ACLU Asks Appeals Court to Prevent Future Prosecutions for Recording Public Conversations With Police
CHICAGO, Sept. 13, 2011 /PRNewswire-USNewswire/ -- The American Civil Liberties Union of Illinois today asked a federal appellate court to block future prosecutions of the ACLU and its staff members for recording police officers performing their public duties in a public space as a violation of the First Amendment. The oral argument on Tuesday morning is the latest action in an ACLU lawsuit filed in federal court in August of 2010. The ACLU of Illinois is defending its program monitoring police conduct and practices on the streets of Chicago. The information that the ACLU gathers in monitoring protests and other events is used to advocate for changes in police policies. The use of the eavesdropping statute to prosecute individuals who make recordings of police when they interact with individuals on the streets means that the ACLU is barred from making audio recordings of police who are performing their public duties in a public place and speaking in a voice loud enough to be heard by the unassisted human ear.
In short, if employees of the ACLU made such recordings, they would have to risk prosecution for a class 1 felony and prison sentences of up to 15 years.
The case has garnered a great deal of attention because the Illinois eavesdropping law is being used all over the state to arrest and prosecute those who want to monitor police activity in order to deter or detect any police misconduct. In Champaign a few years ago, for example, a group of community activists attempting to document police practices in predominantly African American neighborhoods were charged with violating the Illinois eavesdropping law when they filmed and recorded police interactions with citizens in the public way. (The charges were dropped only after the installation of a new states attorney.)
Illinois' eavesdropping law criminalizes the recording of certain non-private conversations, one of a small handful of states that does so. Similar prosecutions have occurred in other states, including Massachusetts and Maryland. Yet even as the Illinois law criminalizes civilians who audio record police, the law allows police to audio record civilians during traffic stops and in other situations. The U. S. Court of Appeals for the First Circuit recently ruled that prosecutions for openly recording police in the performance of their duties—the same activity in which the ACLU seeks to engage-- violates the First Amendment.
"In order to make the rights of free expression and petition effective, individuals and organizations must be able to freely gather and record information about the conduct of government and its agents– especially the police," said Harvey Grossman, Legal Director of the ACLU of Illinois. "Organizations and individuals should not be threatened with prosecution and jail time simply for monitoring the activities of police in public, having conversations in a public place at normal volume of conversation."

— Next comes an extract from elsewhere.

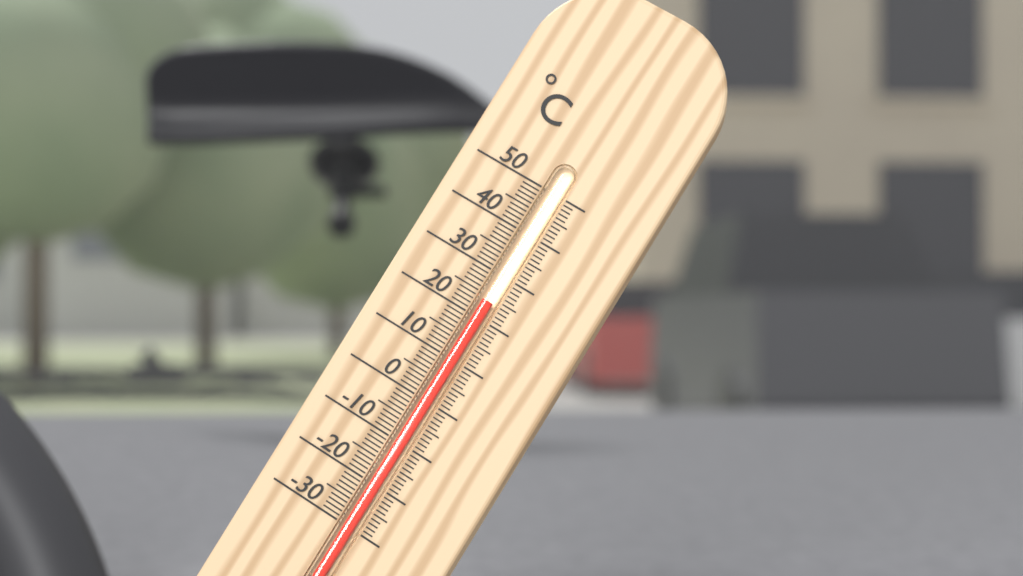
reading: 24 °C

"The State's Attorney's position – that the ACLU can monitor police activity, take photographs, video, and even make notes of police conversations in public but not audio record those conversations – is not consistent with rights of free speech. This is particularly true with the evolution of new technologies that make the recording and dissemination of pictures and sound inexpensive, efficient and easily accessible to each of us," Grossman added.
The ACLU's appeal is supported by a number of national news organizations concerned with restraints on the First Amendment. Among the groups to sign on to an amicus curiae brief in favor of the ACLU's position are: the Illinois Press Association, the Reporters Committee for Freedom of the Press, the American Society of Newspaper Editors, the Association of Capitol Reporters and Editors, the Citizens Media Law Project, the National Press Photographers Association, the Radio-Television Digital News Association and the Society of Professional Journalists.

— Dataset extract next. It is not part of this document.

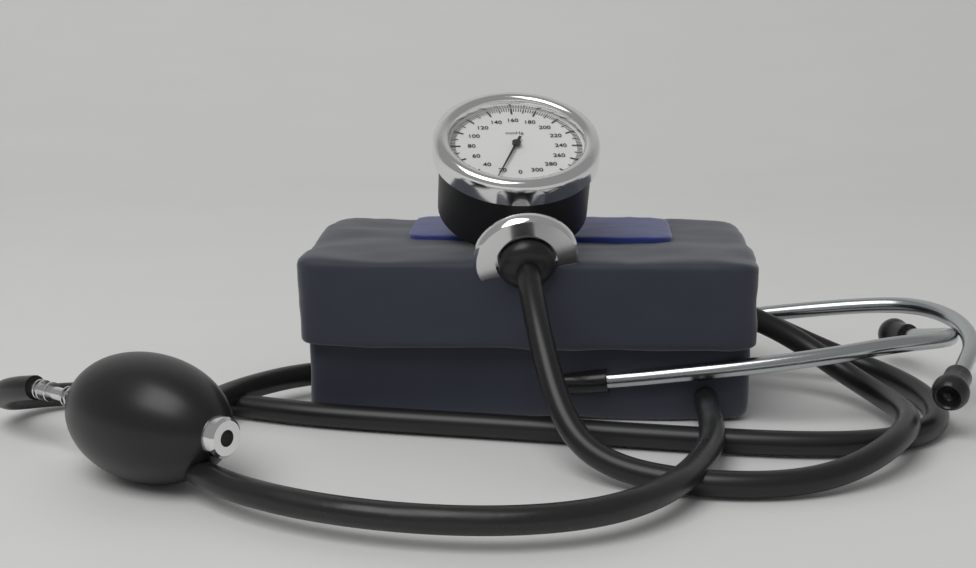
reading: 20 mmHg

The lawsuit was filed in August 2010 against Cook County States Attorney, as a prosecutor charged with enforcing the law. The ACLU of Illinois argues that the law infringes on the First Amendment right of individuals and organizations to gather and record information about the police, to share such information with the public, and to use such information to petition government for redress or grievances.. The ACLU seeks a court declaration and injunction against the application of Illinois' eavesdropping law to audio recording police performing their public duties in a public place while speaking in a voice audible to the unassisted ear.
"We hope the Appeals Court will act swiftly to strike down this application of the eavesdropping law." added Adam Schwartz, Senior Staff Counsel for the ACLU of Illinois. "If one can be prosecuted for recording a police officer doing their public duty in a public space, truly effective monitoring of police by the citizens of Illinois will remain out of reach. It is time to constrain the bounds of this law and bring transparency to the practices of our law enforcement agencies."
Lawyers on the case include Harvey Grossman, Adam Schwartz and Karen Sheley of the ACLU of Illinois, as well as Richard O'Brien (who argued the case for the ACLU of Illinois), Linda R. Friedlieb, Robert D. Leighton and Matthew D. Taksin of Sidley Austin LLP.